Cynthia Erivo stars as Harriet Tubman in Harriet, a Focus Features release.
Photo Credit: Glen Wilson / Focus Features

The official trailer for Harriet, a movie about the life of runaway slave and abolitionist Harriet Tubman, was released on Tuesday morning by Focus Features. The film is currently in post-production and will be released in theaters on November 1st, 2019.

I can’t wait. If the movie is as good as the trailer it will be a powerful film and it is fitting as Harriet Tubman was an inspiring and powerful figure in the abolition movement in the 1850s and 60s.

Tubman (1822-1913), born Araminta Ross, was born into slavery in Maryland and escaped to Philadelphia in 1849.

“I had reasoned this out in my mind, there was one of two things I had a right to, liberty or death; if I could not have one, I would have the other,” she recalled.

Tubman later returned to Maryland to rescue her family. Given the nickname Moses, for the next eight years, Tubman made 19 trips leading at least 300 slaves to freedom utilizing the Underground Railroad. She said as a conductor on the Underground Railroad that she “never had a train go off the track and she never lost a passenger.”

Slaveholders eventually posted a $44,000 reward for her capture, but she was never caught. “I can’t die but once,” she stated, a saying that would later become her motto.

In 1850, after the Fugitive Slave Act passed, she led fugitive slaves further north into Canada. In 1858, she met abolitionist John Brown and helped recruit supporters for his raid on Haper’s Ferry in 1859.

Tubman worked for the Union Army during the Civil War, starting out as a cook and then a nurse she eventually became an armed scout and spy. During the war, she became the first woman to lead an armed expedition that later freed 700 slaves.

Those who knew her said that Tubman’s strength came from her faith in God as deliverer and protector of the weak.

“I said to de Lord, ‘I’m goin’ to hold steady on to you, an’ I know you’ll see me through,'” she remembered.

Tubman said that she always expected the Lord to lead her and He always did.

Later in life, she advocated for women’s suffrage until shortly before her death in 1913.

Harriet stars Cynthia Erivo (Bad Times at the El Royale, Widows, Step) who plays Tubman, as well as, Leslie Odom Jr. (Murder on the Orient Express, Red Tails, Person of Interest), Joe Alwyn (The Favourite), Jennifer Nettles (Dolly Parton’s Coat of Many Colors, Underground), and Clarke Peters (The Wire). Kasi Lemmons is the director and produced by Debra Martin Chase and Daniela Taplin Lundberg.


▶ ACTIVITY
Omit all images, then repeat exactly the lines below from the one containing "UI element localization: list" through the one containing "Segment this screenshot: for", both ends included.

▶ PROVIDED RECORDS
——————

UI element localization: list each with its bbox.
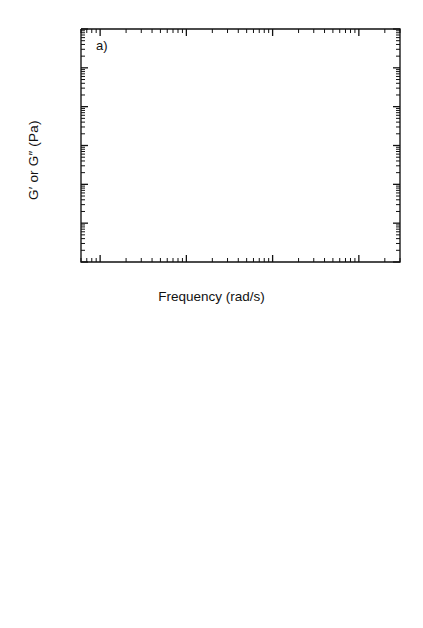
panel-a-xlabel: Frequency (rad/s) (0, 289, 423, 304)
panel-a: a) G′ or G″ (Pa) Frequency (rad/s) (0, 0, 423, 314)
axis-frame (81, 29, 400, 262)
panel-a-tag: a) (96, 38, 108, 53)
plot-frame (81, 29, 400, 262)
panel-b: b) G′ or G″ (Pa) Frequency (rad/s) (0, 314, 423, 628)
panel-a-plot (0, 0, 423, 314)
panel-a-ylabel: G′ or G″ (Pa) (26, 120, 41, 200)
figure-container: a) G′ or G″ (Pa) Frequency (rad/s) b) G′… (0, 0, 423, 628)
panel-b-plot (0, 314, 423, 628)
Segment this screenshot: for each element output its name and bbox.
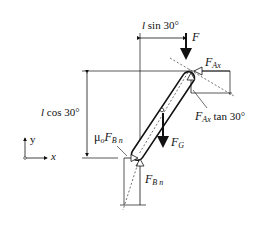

——————

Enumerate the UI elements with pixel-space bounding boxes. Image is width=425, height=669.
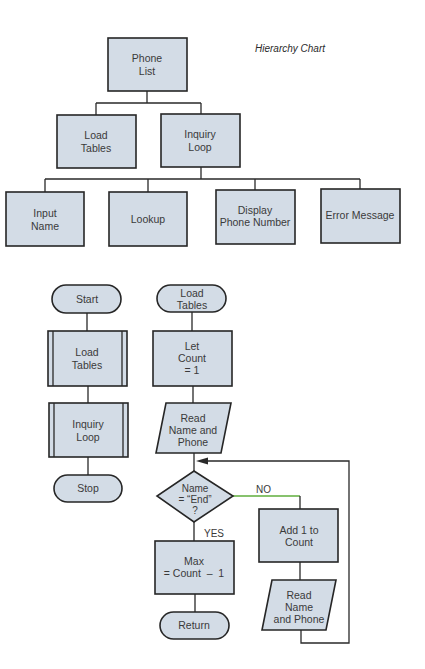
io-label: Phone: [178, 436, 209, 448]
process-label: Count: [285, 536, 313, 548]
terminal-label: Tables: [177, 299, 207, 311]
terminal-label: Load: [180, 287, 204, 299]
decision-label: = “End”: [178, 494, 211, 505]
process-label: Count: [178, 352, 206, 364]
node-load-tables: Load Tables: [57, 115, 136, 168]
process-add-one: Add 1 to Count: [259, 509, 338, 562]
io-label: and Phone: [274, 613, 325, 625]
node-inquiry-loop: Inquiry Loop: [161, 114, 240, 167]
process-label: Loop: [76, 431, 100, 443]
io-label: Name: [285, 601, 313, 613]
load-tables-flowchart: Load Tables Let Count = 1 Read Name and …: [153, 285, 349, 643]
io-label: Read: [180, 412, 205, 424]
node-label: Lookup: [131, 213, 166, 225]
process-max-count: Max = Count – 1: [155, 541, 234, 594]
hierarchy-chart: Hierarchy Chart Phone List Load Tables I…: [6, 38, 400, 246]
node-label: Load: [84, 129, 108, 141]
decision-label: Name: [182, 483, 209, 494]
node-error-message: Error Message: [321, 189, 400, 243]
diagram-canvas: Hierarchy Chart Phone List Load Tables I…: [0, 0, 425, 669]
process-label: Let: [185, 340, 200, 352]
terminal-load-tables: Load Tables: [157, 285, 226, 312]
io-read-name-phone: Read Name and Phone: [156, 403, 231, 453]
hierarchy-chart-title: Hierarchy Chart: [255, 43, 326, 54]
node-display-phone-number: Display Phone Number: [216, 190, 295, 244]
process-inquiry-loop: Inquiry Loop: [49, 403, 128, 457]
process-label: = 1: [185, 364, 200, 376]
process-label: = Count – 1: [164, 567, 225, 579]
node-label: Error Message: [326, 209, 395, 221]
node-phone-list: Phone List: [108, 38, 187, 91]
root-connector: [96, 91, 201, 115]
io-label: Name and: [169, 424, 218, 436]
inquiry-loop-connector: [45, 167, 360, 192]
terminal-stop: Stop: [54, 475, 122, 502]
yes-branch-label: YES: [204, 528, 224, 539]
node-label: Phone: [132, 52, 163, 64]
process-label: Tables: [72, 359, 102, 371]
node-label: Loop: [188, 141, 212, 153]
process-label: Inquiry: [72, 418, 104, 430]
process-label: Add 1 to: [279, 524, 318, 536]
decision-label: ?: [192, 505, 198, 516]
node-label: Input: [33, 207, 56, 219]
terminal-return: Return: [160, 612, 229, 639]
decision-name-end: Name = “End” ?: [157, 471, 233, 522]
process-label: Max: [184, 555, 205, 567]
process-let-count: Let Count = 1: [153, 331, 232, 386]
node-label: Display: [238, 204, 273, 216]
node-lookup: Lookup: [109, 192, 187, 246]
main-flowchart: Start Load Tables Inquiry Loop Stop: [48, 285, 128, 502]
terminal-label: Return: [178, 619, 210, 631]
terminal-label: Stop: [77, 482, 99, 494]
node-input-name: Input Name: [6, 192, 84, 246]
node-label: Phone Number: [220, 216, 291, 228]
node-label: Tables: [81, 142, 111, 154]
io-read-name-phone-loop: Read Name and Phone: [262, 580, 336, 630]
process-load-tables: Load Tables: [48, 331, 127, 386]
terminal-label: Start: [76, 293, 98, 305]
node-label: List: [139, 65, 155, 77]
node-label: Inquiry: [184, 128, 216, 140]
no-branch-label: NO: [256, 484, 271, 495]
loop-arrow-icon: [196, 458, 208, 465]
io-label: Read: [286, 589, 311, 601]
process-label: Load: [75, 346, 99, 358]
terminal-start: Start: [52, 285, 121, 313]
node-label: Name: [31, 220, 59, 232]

——————

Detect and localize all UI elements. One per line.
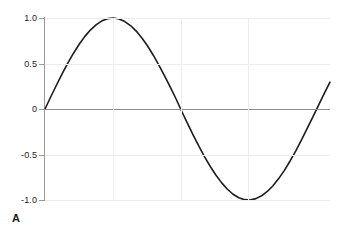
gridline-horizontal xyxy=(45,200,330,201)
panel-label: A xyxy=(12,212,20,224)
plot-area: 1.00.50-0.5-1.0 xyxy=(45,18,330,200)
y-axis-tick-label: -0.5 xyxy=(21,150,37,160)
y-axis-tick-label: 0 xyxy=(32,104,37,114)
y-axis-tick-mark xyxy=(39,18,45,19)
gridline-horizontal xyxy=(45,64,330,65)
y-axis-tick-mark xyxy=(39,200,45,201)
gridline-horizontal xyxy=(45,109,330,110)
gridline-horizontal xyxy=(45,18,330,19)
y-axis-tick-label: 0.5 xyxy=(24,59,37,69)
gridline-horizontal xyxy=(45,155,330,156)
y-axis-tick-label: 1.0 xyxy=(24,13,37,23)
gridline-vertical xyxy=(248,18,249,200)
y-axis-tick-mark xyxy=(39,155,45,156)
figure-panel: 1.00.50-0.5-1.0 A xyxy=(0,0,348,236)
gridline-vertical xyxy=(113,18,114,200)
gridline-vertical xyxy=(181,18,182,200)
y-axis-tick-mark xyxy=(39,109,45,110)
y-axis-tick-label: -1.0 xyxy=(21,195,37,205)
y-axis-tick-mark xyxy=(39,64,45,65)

——————

▶ OUTPUT
UI element localization: list each with its bbox.
panel-a-xlabel: Frequency (rad/s) (0, 289, 423, 304)
panel-a: a) G′ or G″ (Pa) Frequency (rad/s) (0, 0, 423, 314)
axis-frame (81, 29, 400, 262)
panel-a-tag: a) (96, 38, 108, 53)
plot-frame (81, 29, 400, 262)
panel-b: b) G′ or G″ (Pa) Frequency (rad/s) (0, 314, 423, 628)
panel-a-plot (0, 0, 423, 314)
panel-a-ylabel: G′ or G″ (Pa) (26, 120, 41, 200)
figure-container: a) G′ or G″ (Pa) Frequency (rad/s) b) G′… (0, 0, 423, 628)
panel-b-plot (0, 314, 423, 628)
Segment this screenshot: for each element output its name and bbox.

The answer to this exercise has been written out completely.